Loud weeping and lamentation over the murder of innocent children doesn’t exactly fit the “peace on earth, goodwill toward men” narrative we prefer to highlight. But like it or not, it’s as much a part of Christmas as singing angels, wondering shepherds and a rough manger filled with hay.

 

Perhaps we can be forgiven, given what’s going on in our own world today. Haven’t we had enough of this lately, with students being gunned down in Sandy Hook and children beheaded by ISIS terrorists? We also struggle with the knowledge that millions of young souls are trafficked for sex and labor each year, and we must face the fact that more than 50 million babies have been killed in the womb in America since 1973.

 

Yet these tragedies are precisely why it’s worth remembering those martyred children in Bethlehem so long ago. The message of Christmas rings true each year precisely because of all the sin, death and darkness we see around us. Christ came into a world beset by sin and enslaved to death. On the cross, he became intimately sensitized to each bloody, brutal sin we ever committed and will commit. The innocent blood shed at Christmas prefigured Jesus’ innocent blood shed on the cross as the fulfillment of His rescue mission on earth.

 

There’s another reason for us to remember the Holy Innocents. In a beautiful collection of devotions entitled God With Us, Emilie Griffin reminds us that Herod’s violent action was motivated by his fear of losing control, a fear we all know well.

 

Griffin writes, “In our weakness and fragility we are tempted to believe that we can be in control of our lives. But Christ disrupts our lives by coming into the world, challenging our sense of self-reliance.

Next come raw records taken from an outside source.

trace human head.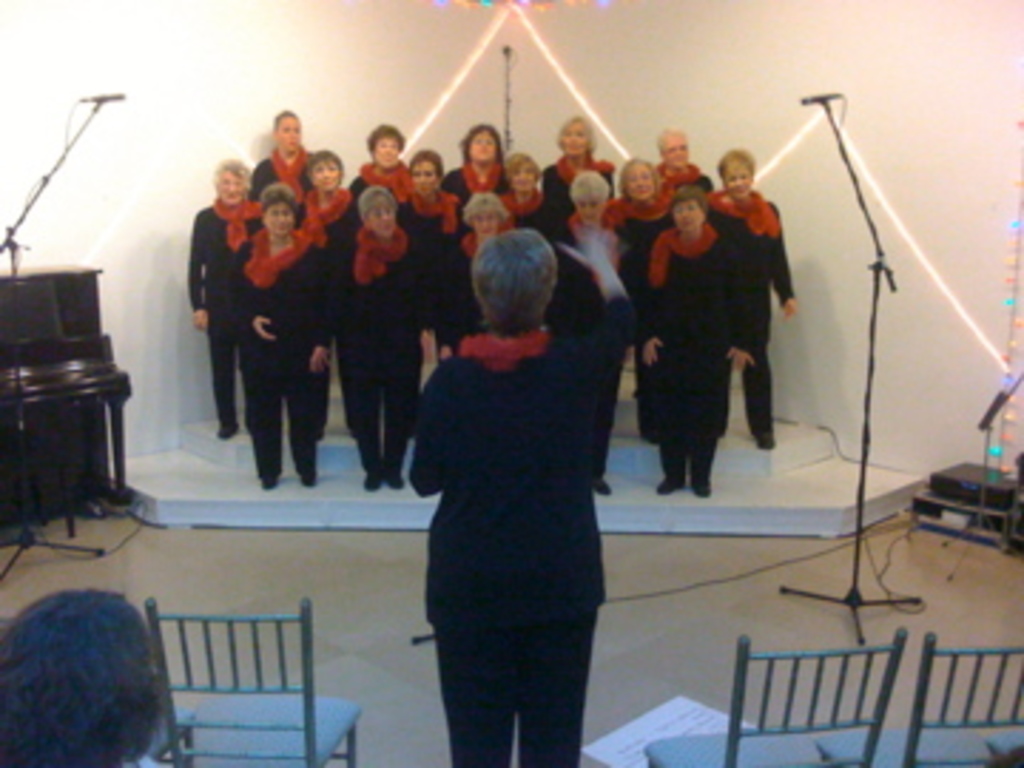
Traced to bbox(558, 117, 592, 159).
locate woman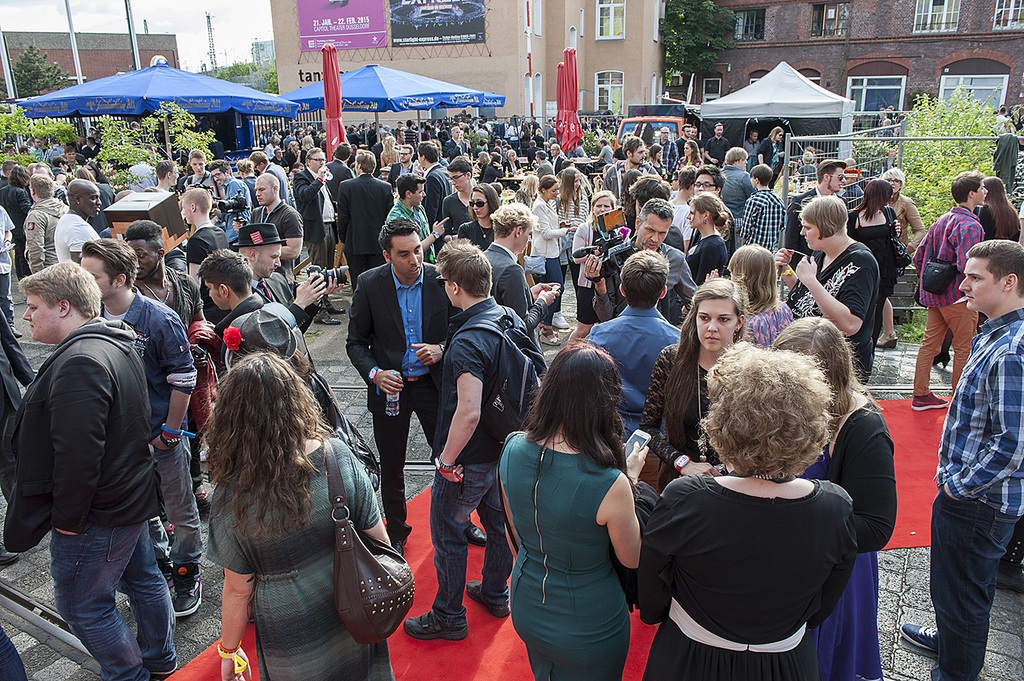
bbox=(497, 334, 659, 677)
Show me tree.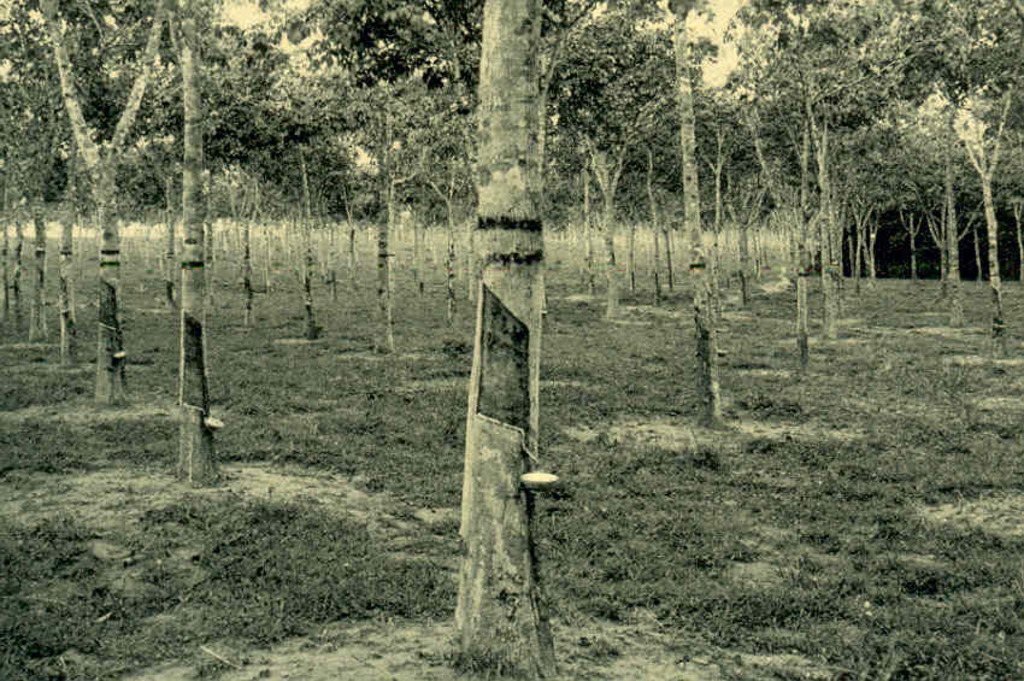
tree is here: Rect(943, 4, 1016, 346).
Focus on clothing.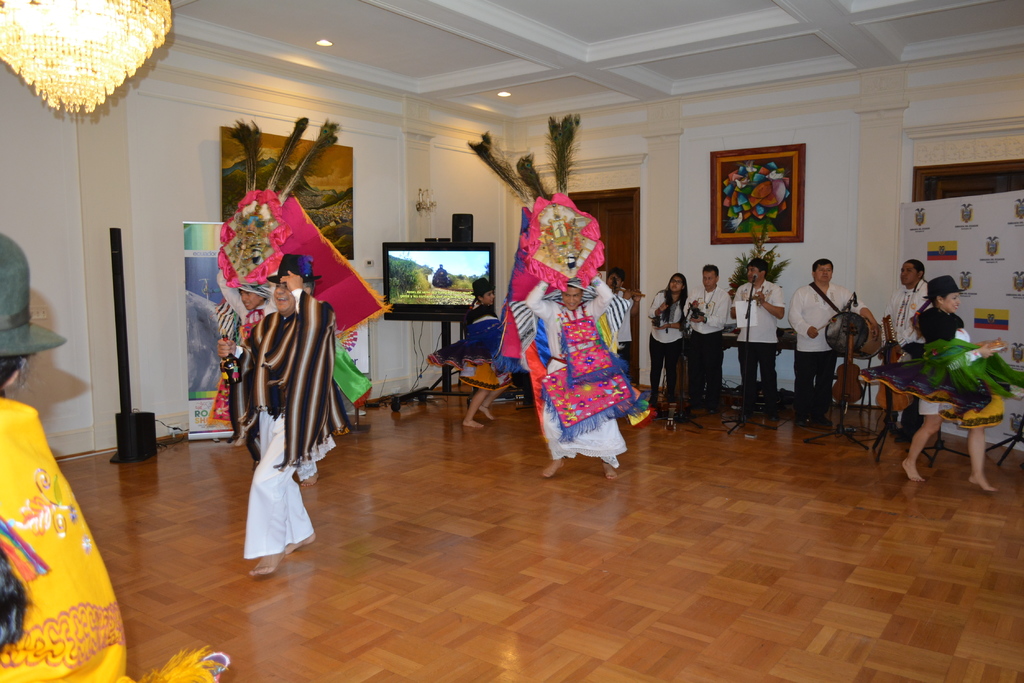
Focused at <box>0,402,134,682</box>.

Can any of us say that there isn’t a faint shadow of Herod within us, fearful of this threat to our ego?”

 

This may explain why so much of the world prefers to celebrate snowmen, reindeer and Santa Claus rather than the Word of God who dwelt among us.

 

But Santa can never offer lasting hope for the “weeping and loud lamentation” heard all over the earth today. As we remember the Holy Innocents this Christmas season, may we all draw closer to Him who will wipe away every tear, Jesus the Christ.

 

 

This commentary originally aired on December 26, 2014.

 

BreakPoint is a Christian worldview ministry that seeks to build and resource a movement of Christians committed to living and defending Christian worldview in all areas of life. Begun by Chuck Colson in 1991 as a daily radio broadcast, BreakPoint provides a Christian perspective on today’s news and trends via radio, interactive media, and print. Today BreakPoint commentaries, co-hosted by Eric Metaxas and John Stonestreet, air daily on more than 1,200 outlets with an estimated weekly listening audience of eight million people. Feel free to contact us at BreakPoint.org where you can read and search answers to common questions.

Eric Metaxas is a co-host of BreakPoint Radio and a best-selling author whose biographies, children's books, and popular apologetics have been translated into more than a dozen languages.